Late yesterday, some child had chalked it out, immense and endlessly augmented, square upon square, line after line, numeral following numeral. You could not see the end of it. Down the street it built its crazy pattern, 3, 4, 5, on up to 10, then 30, 50, 90, on away to turn far corners. Never in all the children’s world a hopscotch like this! You could jump forever toward the horizon.

Now in the very early, very quiet morning, her eyes traveled and jumped, paused and hopped, along that presumptuous ladder of chalk-scratches and she heard herself whisper:

“Sixteen.”

But she did not run on from there.

The next square waited, she knew, with the scribbled blue-chalk 17, but her mind flung out its arms and balanced, teetering, poised with her numb foot planted across the 1 and the 6, and could go no further.

Trembling, she lay back down.

The room was like the bottom of a cool well all night and she lay in it like a white stone in a well, enjoying it, floating in the dark yet clear element of half dreams and half wakening. She felt the breath move in small jets from her nostrils and she felt the immense sweep of her eyelids shutting and opening again and again. And at last she felt the fever brought into her room by the presence of the sun beyond the hills.

Morning, she thought. It might be a special day. After all, it’s my birthday. Anything might happen. And I hope it does.

The air moved the white curtains like a summer breath.

“Vinia …?”

A voice was calling. But it couldn’t be a voice. Yet—Vinia raised herself—there it was again.

“Vinia …?”

She slipped from bed and ran to the window of her high second-story window.

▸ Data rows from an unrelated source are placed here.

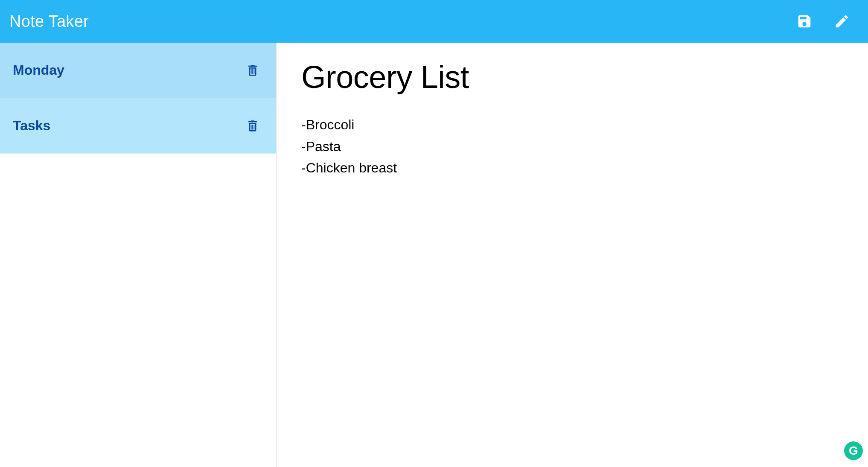 The width and height of the screenshot is (868, 467). What do you see at coordinates (804, 21) in the screenshot?
I see `save-icon` at bounding box center [804, 21]. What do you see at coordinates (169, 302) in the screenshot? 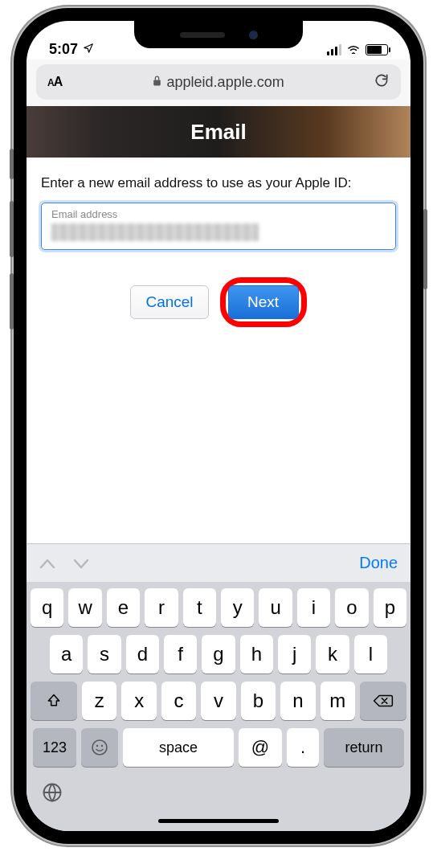
I see `cancel-button-label: Cancel` at bounding box center [169, 302].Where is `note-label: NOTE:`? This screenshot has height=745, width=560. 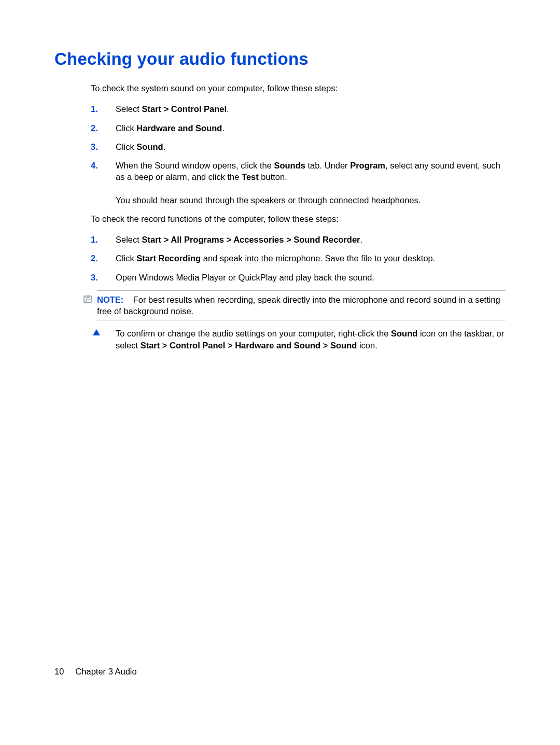
note-label: NOTE: is located at coordinates (110, 300).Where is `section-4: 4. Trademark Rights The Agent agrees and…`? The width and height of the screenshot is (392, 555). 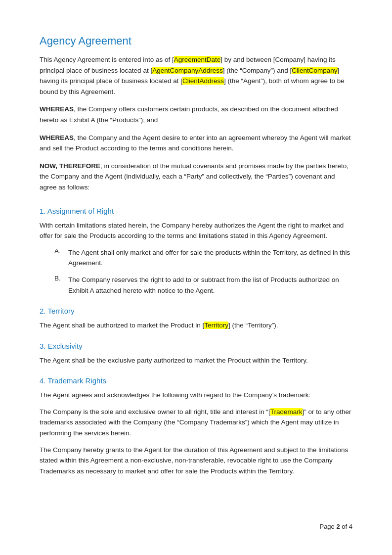 section-4: 4. Trademark Rights The Agent agrees and… is located at coordinates (196, 426).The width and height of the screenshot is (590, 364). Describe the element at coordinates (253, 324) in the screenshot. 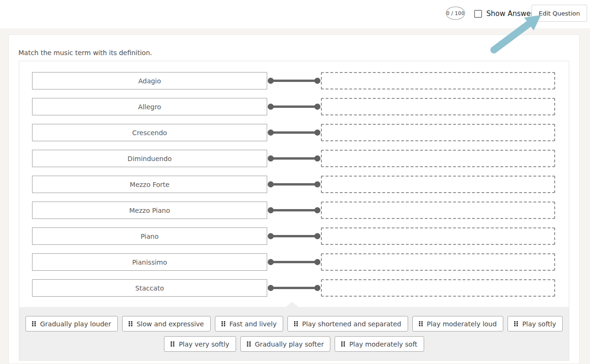

I see `answer-chip-label: Fast and lively` at that location.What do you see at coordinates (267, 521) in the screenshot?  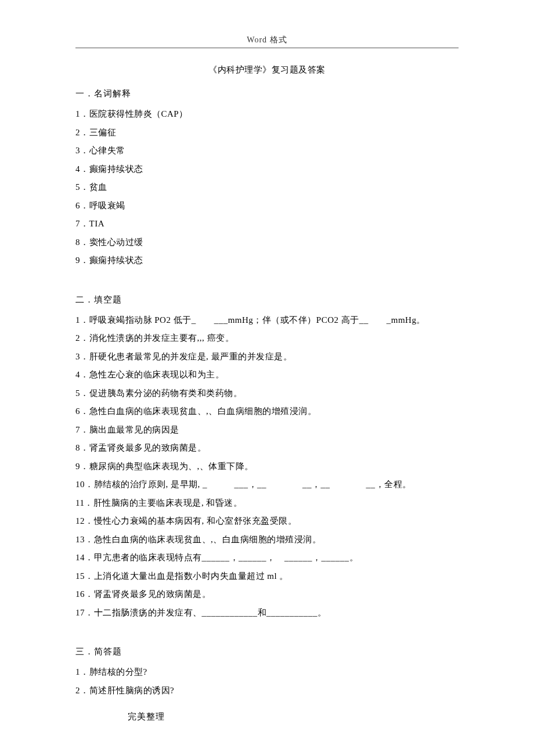 I see `list-item: 12．慢性心力衰竭的基本病因有, 和心室舒张充盈受限。` at bounding box center [267, 521]. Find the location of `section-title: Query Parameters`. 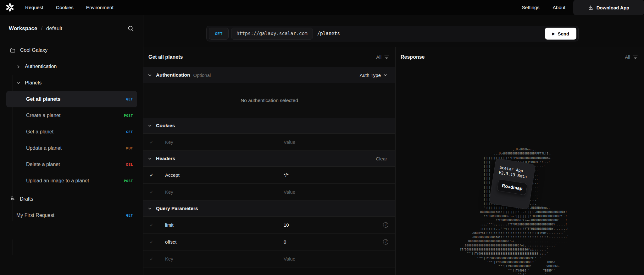

section-title: Query Parameters is located at coordinates (177, 208).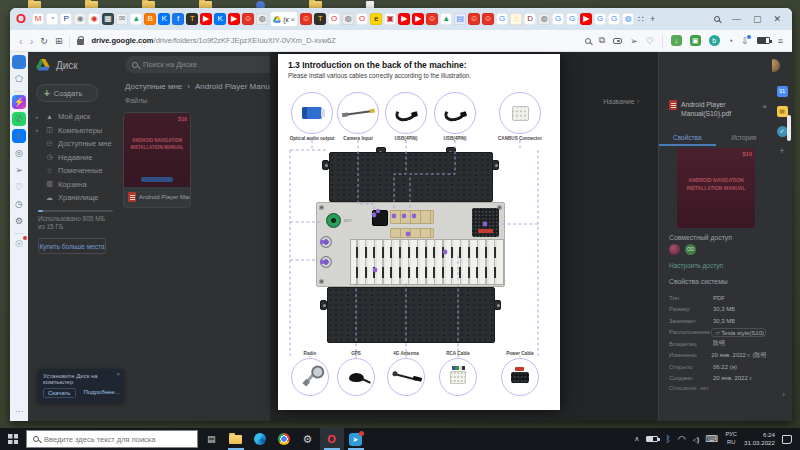 The image size is (800, 450). What do you see at coordinates (636, 439) in the screenshot?
I see `tray-chevron-icon: ∧` at bounding box center [636, 439].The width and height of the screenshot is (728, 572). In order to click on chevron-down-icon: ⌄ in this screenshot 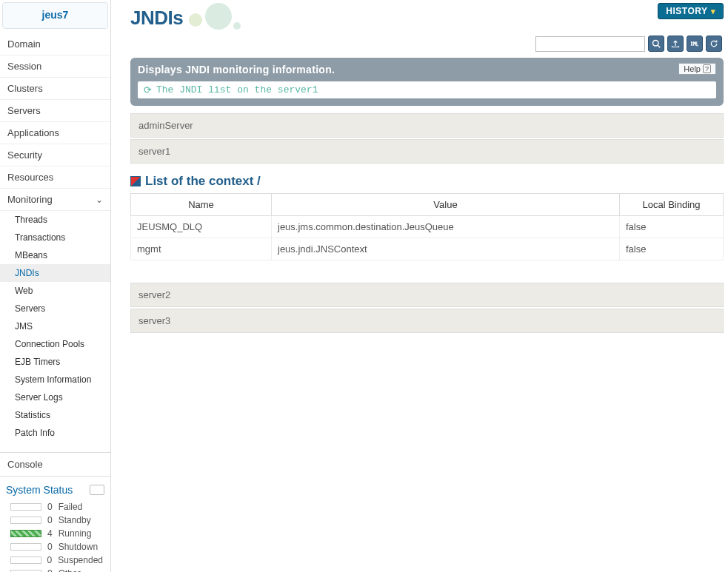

There on the fresh lawn below, calling up to her in the early hour, stood James Conway, no older than she, seventeen, very seriously smiling, waving his hand now as her head appeared.

“Jim, what’re you doing here?” she said, and thought, Does he know what day this is?

“I’ve been up an hour already,” he replied. “I’m going for a walk, starting early, all day. Want to come along?”

“Oh, but I couldn’t … my folks won’t be back till late tonight, I’m alone, I’m supposed to stay …”

She saw the green hills beyond the town and the roads leading out into summer, leading out into August and rivers and places beyond this town and this house and this room and this particular moment.

“I can’t go …” she said faintly.

“I can’t hear you!” he protested mildly, smiling up at her under a shielding hand.

“Why did you ask me to walk with you, and not someone else?”

He considered this for a moment. “I don’t know,” he admitted. He thought it over again, and gave her his most pleasant and agreeable look. “Because, that’s all, just because.”

“I’ll be down,” she said.

“Hey!” he said.

But the window was empty.

They stood in the center of the perfect, jeweled lawn, over which one set of prints, hers, had run, leaving marks, and another, his, had walked in great slow strides to meet them. The town was silent as a stopped clock. All the shades were still down.

“My gosh,” said Vinia, “it’s early. It’s crazy-early. I’ve never been up this early and out this early in years. Listen to everyone sleeping.”